How the USDA Can Level the Playing Field for American Ranchers
- Staff Writer
- 13 hours ago
- 3 min read

The regulatory imbalances that favor imported beef over domestic production didn't emerge from congressional legislation; they arose from administrative interpretations that have drifted far from the legal standards they're supposed to enforce. With U.S. cattle inventories at their lowest point since 1951, imports exceeding 4.6 billion pounds annually, and retail prices up more than 14% despite this foreign influx, the case for immediate administrative action has never been clearer. Three concrete steps can restore market integrity, strengthen food safety, and level the playing field for American ranchers and all within existing legal authority.
The Food Safety and Inspection Service (FSIS) must enforce Substantial Transformation as the rigorous legal standard it was designed to be. Federal regulations at 9 CFR Part 327 already require imported beef to retain its foreign origin identity unless it undergoes a genuine transformation that creates a new product with a different name, character, or use. Yet for years, FSIS guidance has permitted minimal activities like grinding, slicing, trimming, or repackaging to qualify as "substantial transformation," allowing foreign beef to be relabeled as a domestic product. This interpretation contradicts longstanding customs law and effectively rewrites binding regulations through informal guidance rather than proper rulemaking. By returning to the true legal standard, one that requires meaningful manufacturing rather than mere cosmetics, FSIS can immediately close the loophole that allows imported beef to enter domestic supply chains under false pretenses, suppressing prices and undermining producers who meet strict U.S. standards.
The FSIS must restore robust physical reinspection at ports of entry as standard practice, not an occasional exception. While risk-based inspection frameworks have their place, the shift toward paperwork review and selective sampling has created a two-tiered system where domestic producers face continuous inspection while imported beef flows into commerce with minimal physical examination. Sections 327.5 through 327.7 already grant FSIS authority to increase inspection intensity, detain non-compliant shipments, and require supervised rework, destruction, or re-export where necessary. Recalibrating the risk-based approach to ensure meaningful physical reinspection would restore regulatory parity with domestic producers, strengthen consumer protection, and rebuild confidence in import controls, all without requiring new statutory authority or international negotiations.
Comprehensive administrative reform must proceed alongside antitrust enforcement to address the concentration crisis. President Trump's November 2025 directive launching a DOJ antitrust probe into the Big Four packers, JBS, Cargill, Tyson, and National Beef, and the December 6, 2025, Executive Order addressing price fixing and anti-competitive behavior in the food supply chain make clear that import policy and market concentration are deeply intertwined. Regulatory asymmetries that allow large, vertically integrated packers to import foreign beef, apply token processing, and sell it as a domestic product don't just distort competition; they accelerate consolidation and shield potentially anticompetitive conduct. Closing import enforcement gaps complements the antitrust investigation by preventing foreign-sourced products from undermining the domestic producers the probe aims to protect. Without coordinated action on both fronts, independent ranchers remain squeezed between global supply chains and concentrated market power, and the structural vulnerabilities of America's beef industry will only deepen.
The tools to fix this broken system already exist in law. What's needed is the will to enforce them. By enforcing Substantial Transformation as Congress intended, restoring meaningful reinspection at the border, and coordinating with antitrust authorities to address market concentration, FSIS and USDA can immediately strengthen food safety, protect American producers from regulatory disadvantage, and rebuild the resilience of the domestic beef supply chain. With cattle inventories near historic lows and import dependence rising, the moment for decisive administrative action is now.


PROBLEM DETAILS -
Reproduce the entries that follow exactly, dropping each image.

┄┄┄┄┄┄┄┄┄┄

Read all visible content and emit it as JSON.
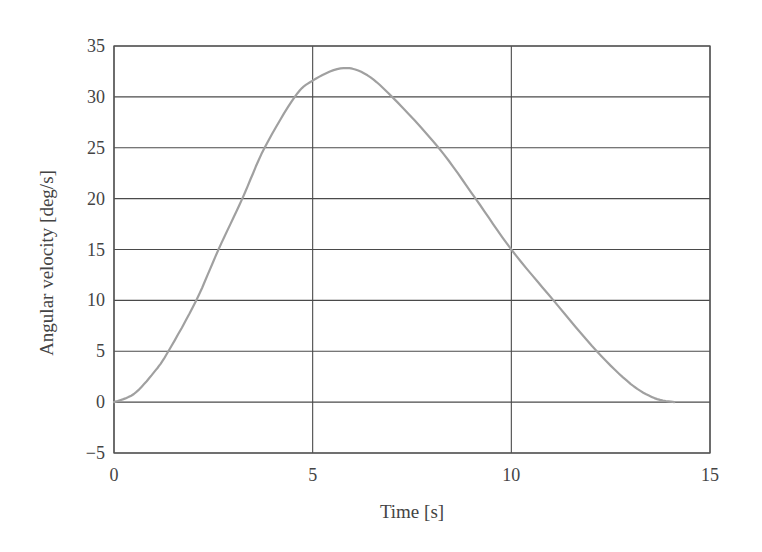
{
  "chart_data": {
    "type": "line",
    "title": "",
    "xlabel": "Time [s]",
    "ylabel": "Angular velocity [deg/s]",
    "xlim": [
      0,
      15
    ],
    "ylim": [
      -5,
      35
    ],
    "xticks": [
      0,
      5,
      10,
      15
    ],
    "yticks": [
      -5,
      0,
      5,
      10,
      15,
      20,
      25,
      30,
      35
    ],
    "xtick_labels": [
      "0",
      "5",
      "10",
      "15"
    ],
    "ytick_labels": [
      "−5",
      "0",
      "5",
      "10",
      "15",
      "20",
      "25",
      "30",
      "35"
    ],
    "grid": true,
    "legend": null,
    "series": [
      {
        "name": "Angular velocity",
        "color": "#a0a0a0",
        "x": [
          0,
          0.5,
          1.0,
          1.37,
          2.07,
          2.63,
          3.23,
          3.79,
          4.55,
          5.0,
          5.7,
          6.3,
          7.0,
          8.17,
          9.1,
          10.0,
          11.06,
          12.15,
          13.0,
          13.6,
          14.1
        ],
        "y": [
          0,
          0.8,
          2.9,
          5,
          10,
          15,
          20,
          25,
          30,
          31.6,
          32.8,
          32.3,
          30,
          25,
          20,
          15,
          10,
          5,
          1.8,
          0.4,
          0
        ]
      }
    ]
  },
  "colors": {
    "grid": "#4a4a4a",
    "frame": "#555555",
    "curve": "#a0a0a0",
    "text": "#444444"
  }
}
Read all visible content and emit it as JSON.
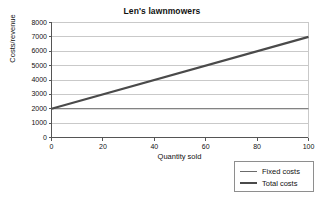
{
  "chart_data": {
    "type": "line",
    "title": "Len's lawnmowers",
    "xlabel": "Quantity sold",
    "ylabel": "Costs/revenue",
    "xlim": [
      0,
      100
    ],
    "ylim": [
      0,
      8000
    ],
    "grid": true,
    "legend_position": "outside-bottom-right",
    "x": [
      0,
      100
    ],
    "xticks": [
      "0",
      "20",
      "40",
      "60",
      "80",
      "100"
    ],
    "xtick_values": [
      0,
      20,
      40,
      60,
      80,
      100
    ],
    "yticks": [
      "0",
      "1000",
      "2000",
      "3000",
      "4000",
      "5000",
      "6000",
      "7000",
      "8000"
    ],
    "ytick_values": [
      0,
      1000,
      2000,
      3000,
      4000,
      5000,
      6000,
      7000,
      8000
    ],
    "series": [
      {
        "name": "Fixed costs",
        "values": [
          2000,
          2000
        ],
        "color": "#6b6b6b",
        "width": 1.2
      },
      {
        "name": "Total costs",
        "values": [
          2000,
          7000
        ],
        "color": "#4a4a4a",
        "width": 2.1
      }
    ]
  },
  "legend": {
    "items": [
      {
        "label": "Fixed costs"
      },
      {
        "label": "Total costs"
      }
    ]
  },
  "colors": {
    "background": "#ffffff",
    "gridline": "#c9c9c9",
    "axis": "#555555",
    "text": "#111111"
  }
}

┄┄┄┄┄┄┄┄┄┄

ANSWER FOR THIS EXERCISE -
Read all visible content and emit it as JSON.
{
  "chart_data": {
    "type": "line",
    "title": "",
    "xlabel": "Time [s]",
    "ylabel": "Angular velocity [deg/s]",
    "xlim": [
      0,
      15
    ],
    "ylim": [
      -5,
      35
    ],
    "xticks": [
      0,
      5,
      10,
      15
    ],
    "yticks": [
      -5,
      0,
      5,
      10,
      15,
      20,
      25,
      30,
      35
    ],
    "xtick_labels": [
      "0",
      "5",
      "10",
      "15"
    ],
    "ytick_labels": [
      "−5",
      "0",
      "5",
      "10",
      "15",
      "20",
      "25",
      "30",
      "35"
    ],
    "grid": true,
    "legend": null,
    "series": [
      {
        "name": "Angular velocity",
        "color": "#a0a0a0",
        "x": [
          0,
          0.5,
          1.0,
          1.37,
          2.07,
          2.63,
          3.23,
          3.79,
          4.55,
          5.0,
          5.7,
          6.3,
          7.0,
          8.17,
          9.1,
          10.0,
          11.06,
          12.15,
          13.0,
          13.6,
          14.1
        ],
        "y": [
          0,
          0.8,
          2.9,
          5,
          10,
          15,
          20,
          25,
          30,
          31.6,
          32.8,
          32.3,
          30,
          25,
          20,
          15,
          10,
          5,
          1.8,
          0.4,
          0
        ]
      }
    ]
  },
  "colors": {
    "grid": "#4a4a4a",
    "frame": "#555555",
    "curve": "#a0a0a0",
    "text": "#444444"
  }
}
Read all visible content and emit it as JSON.
{
  "chart_data": {
    "type": "line",
    "title": "Len's lawnmowers",
    "xlabel": "Quantity sold",
    "ylabel": "Costs/revenue",
    "xlim": [
      0,
      100
    ],
    "ylim": [
      0,
      8000
    ],
    "grid": true,
    "legend_position": "outside-bottom-right",
    "x": [
      0,
      100
    ],
    "xticks": [
      "0",
      "20",
      "40",
      "60",
      "80",
      "100"
    ],
    "xtick_values": [
      0,
      20,
      40,
      60,
      80,
      100
    ],
    "yticks": [
      "0",
      "1000",
      "2000",
      "3000",
      "4000",
      "5000",
      "6000",
      "7000",
      "8000"
    ],
    "ytick_values": [
      0,
      1000,
      2000,
      3000,
      4000,
      5000,
      6000,
      7000,
      8000
    ],
    "series": [
      {
        "name": "Fixed costs",
        "values": [
          2000,
          2000
        ],
        "color": "#6b6b6b",
        "width": 1.2
      },
      {
        "name": "Total costs",
        "values": [
          2000,
          7000
        ],
        "color": "#4a4a4a",
        "width": 2.1
      }
    ]
  },
  "legend": {
    "items": [
      {
        "label": "Fixed costs"
      },
      {
        "label": "Total costs"
      }
    ]
  },
  "colors": {
    "background": "#ffffff",
    "gridline": "#c9c9c9",
    "axis": "#555555",
    "text": "#111111"
  }
}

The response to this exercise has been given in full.